I just asked it to take pre- and post- totality filtered exposures ate 25 / 50 75%
I then had it bang out lots of images are various exposures - trying to get the “Diamond Ring,” and a wide series of Corona images.

I composited this image manually in Affinity Photo (because I refuse to pony up the money for a new Photoshop license). Affinity actually has a cool “Astrophotography” filter that removes the background and makes it pure black. I aligned the images by eye, which is why the spacing is a bit wonky. I need to go back and fix that.

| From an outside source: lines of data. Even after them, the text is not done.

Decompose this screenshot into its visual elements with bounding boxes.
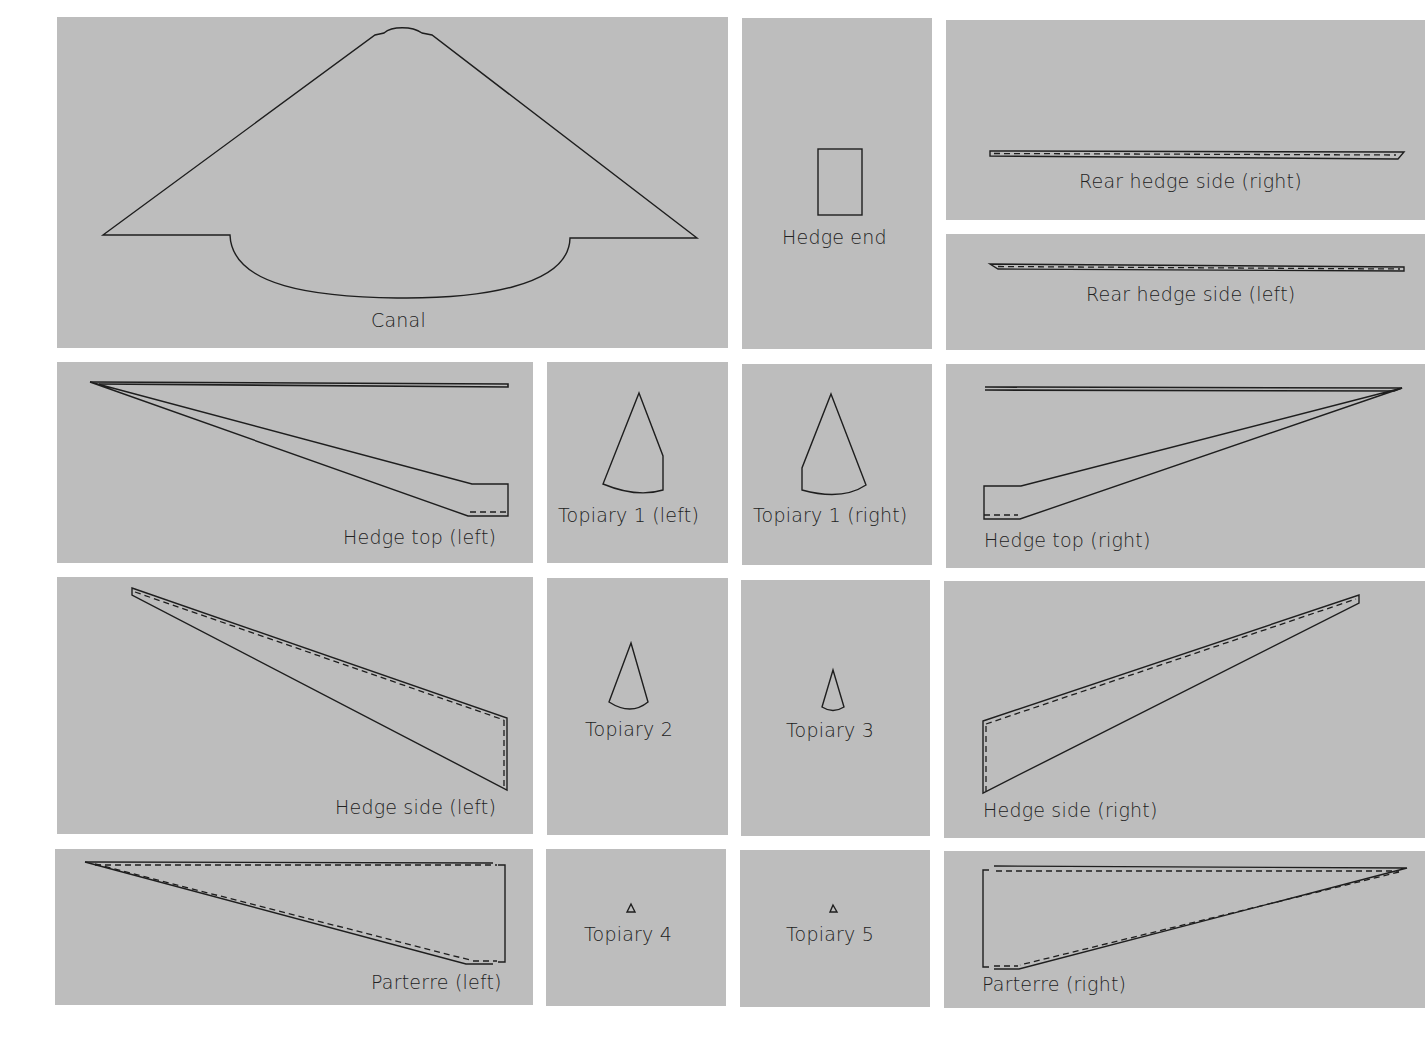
panel-rear-hedge-side-left: Rear hedge side (left): [946, 234, 1425, 350]
topiary-3-label: Topiary 3: [786, 719, 874, 741]
topiary-1-left-label: Topiary 1 (left): [558, 504, 699, 526]
panel-hedge-end: Hedge end: [742, 18, 932, 349]
hedge-end-template-shape: [742, 18, 932, 349]
panel-topiary-4: Topiary 4: [546, 849, 726, 1006]
parterre-right-label: Parterre (right): [982, 973, 1126, 995]
topiary-2-label: Topiary 2: [585, 718, 673, 740]
panel-hedge-top-right: Hedge top (right): [946, 364, 1425, 568]
panel-canal: Canal: [57, 17, 728, 348]
canal-template-shape: [57, 17, 728, 348]
rear-hedge-side-right-label: Rear hedge side (right): [1079, 170, 1302, 192]
hedge-side-left-label: Hedge side (left): [335, 796, 496, 818]
panel-hedge-top-left: Hedge top (left): [57, 362, 533, 563]
rear-hedge-side-left-label: Rear hedge side (left): [1086, 283, 1295, 305]
panel-hedge-side-right: Hedge side (right): [944, 581, 1425, 838]
topiary-3-template-shape: [741, 580, 930, 836]
panel-topiary-1-right: Topiary 1 (right): [742, 364, 932, 565]
topiary-1-right-template-shape: [742, 364, 932, 565]
parterre-left-label: Parterre (left): [371, 971, 502, 993]
hedge-top-right-label: Hedge top (right): [984, 529, 1151, 551]
hedge-end-label: Hedge end: [782, 226, 887, 248]
panel-rear-hedge-side-right: Rear hedge side (right): [946, 20, 1425, 220]
panel-topiary-5: Topiary 5: [740, 850, 930, 1007]
topiary-2-template-shape: [547, 578, 728, 835]
hedge-top-left-label: Hedge top (left): [343, 526, 496, 548]
topiary-4-label: Topiary 4: [584, 923, 672, 945]
hedge-side-right-label: Hedge side (right): [983, 799, 1158, 821]
topiary-1-right-label: Topiary 1 (right): [753, 504, 907, 526]
panel-topiary-1-left: Topiary 1 (left): [547, 362, 728, 563]
panel-hedge-side-left: Hedge side (left): [57, 577, 533, 834]
canal-label: Canal: [371, 309, 426, 331]
panel-parterre-right: Parterre (right): [944, 851, 1425, 1008]
topiary-5-label: Topiary 5: [786, 923, 874, 945]
panel-topiary-2: Topiary 2: [547, 578, 728, 835]
topiary-1-left-template-shape: [547, 362, 728, 563]
panel-parterre-left: Parterre (left): [55, 849, 533, 1005]
panel-topiary-3: Topiary 3: [741, 580, 930, 836]
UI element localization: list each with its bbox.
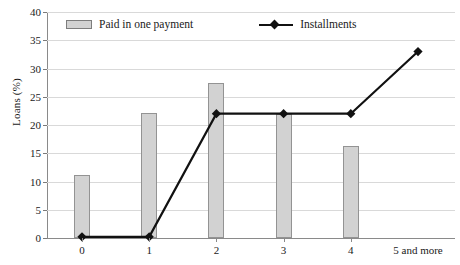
y-tick-mark-30 <box>43 69 47 70</box>
x-tick-mark-4 <box>351 238 352 242</box>
x-tick-label-1: 1 <box>146 244 152 256</box>
x-tick-label-5-and-more: 5 and more <box>393 244 442 256</box>
gridline-20 <box>47 125 455 126</box>
y-axis-title: Loans (%) <box>10 52 22 152</box>
y-tick-mark-35 <box>43 40 47 41</box>
y-tick-mark-0 <box>43 238 47 239</box>
chart-container: Loans (%) 0510152025303540 012345 and mo… <box>0 0 460 265</box>
y-tick-label-5: 5 <box>36 204 42 216</box>
data-point-5-and-more <box>413 47 422 56</box>
gridline-40 <box>47 12 455 13</box>
y-tick-label-25: 25 <box>30 91 41 103</box>
x-tick-label-0: 0 <box>79 244 85 256</box>
x-tick-mark-3 <box>284 238 285 242</box>
bar-4 <box>343 146 359 238</box>
bar-0 <box>74 175 90 238</box>
y-tick-label-30: 30 <box>30 63 41 75</box>
gridline-0 <box>47 238 455 239</box>
y-tick-label-35: 35 <box>30 34 41 46</box>
bar-3 <box>276 114 292 238</box>
legend: Paid in one payment Installments <box>66 18 356 30</box>
gridline-5 <box>47 210 455 211</box>
y-tick-mark-15 <box>43 153 47 154</box>
y-tick-label-15: 15 <box>30 147 41 159</box>
legend-label-bar: Paid in one payment <box>99 18 193 30</box>
x-tick-mark-1 <box>149 238 150 242</box>
data-point-4 <box>346 109 355 118</box>
x-tick-label-3: 3 <box>281 244 287 256</box>
y-tick-label-40: 40 <box>30 6 41 18</box>
x-tick-mark-0 <box>82 238 83 242</box>
y-tick-label-10: 10 <box>30 176 41 188</box>
x-tick-label-4: 4 <box>348 244 354 256</box>
legend-label-line: Installments <box>300 18 356 30</box>
plot-area: 0510152025303540 012345 and more <box>47 12 455 238</box>
gridline-15 <box>47 153 455 154</box>
y-tick-mark-40 <box>43 12 47 13</box>
y-tick-mark-10 <box>43 182 47 183</box>
y-tick-mark-25 <box>43 97 47 98</box>
gridline-30 <box>47 69 455 70</box>
x-tick-mark-2 <box>216 238 217 242</box>
x-tick-label-2: 2 <box>214 244 220 256</box>
y-tick-mark-20 <box>43 125 47 126</box>
y-tick-mark-5 <box>43 210 47 211</box>
gridline-35 <box>47 40 455 41</box>
bar-swatch-icon <box>66 20 92 29</box>
gridline-25 <box>47 97 455 98</box>
y-tick-label-20: 20 <box>30 119 41 131</box>
diamond-marker-icon <box>270 19 280 29</box>
line-swatch-icon <box>259 19 293 29</box>
gridline-10 <box>47 182 455 183</box>
bar-2 <box>208 83 224 238</box>
y-tick-label-0: 0 <box>36 232 42 244</box>
bar-1 <box>141 113 157 238</box>
legend-item-paid-in-one-payment: Paid in one payment <box>66 18 193 30</box>
legend-item-installments: Installments <box>259 18 356 30</box>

@beowulff, wow, great picture!

On Monday. driving up. we got a couple of warnings on our phones telling us to drive carefully and not to pull over or park on the side of the highways. And this is the first eclipse-related road fatality I’ve heard of:
NY doctor dies after falling out of moving trailer while headed to see the eclipse | AP News

They bought a small Airstream a few months ago & were driving it up to their preferred eclipse viewing spot. 20 mins or miles (I forget which from the article I read) from their destination they stopped for ice cream & mom & adult daughter decided to ride the rest of the way in the back. It is both against the Airstream operating manual instrux & NY state law to pull a towed trailer with people in it, yet in what sounds like a setup for a wrongful death suit the daughter was blaming it on a poor design.

@beowulff — nice!!

Interesting pic of the April 8 eclipse taken from the ISS. We’ve all spent so much time looking at maps of the eclipse path that it’s easy to get the impression that it’s a very narrow, well-defined shadow. It isn’t. The width of the umbra (the path of totality) was only about 185 km (about 115 miles) but fades for hundreds of miles in all directions. The elliptical shape also makes it clear why totality is shorter when you’re farther from the center line.

Actually the elliptical shape has nothing to do with that.

Whether the shadow is a perfect circle, a near-circular ellipse, a football-shaped ellipse or something even more elongated, the whole point of the differing totality duration based on your cross-track distance is due to you traversing through the fat part in the middle versus just skimming into the periphery briefly.

Yes, the orientation of the ellipse is a factor. But its a factor that directly affects the maximum totality duration on the track centerline. The effect at cross-track distance is then a “discount” from the on-center baseline duration. But that discount is again about going through the fat center part or just dipping into the periphery briefly.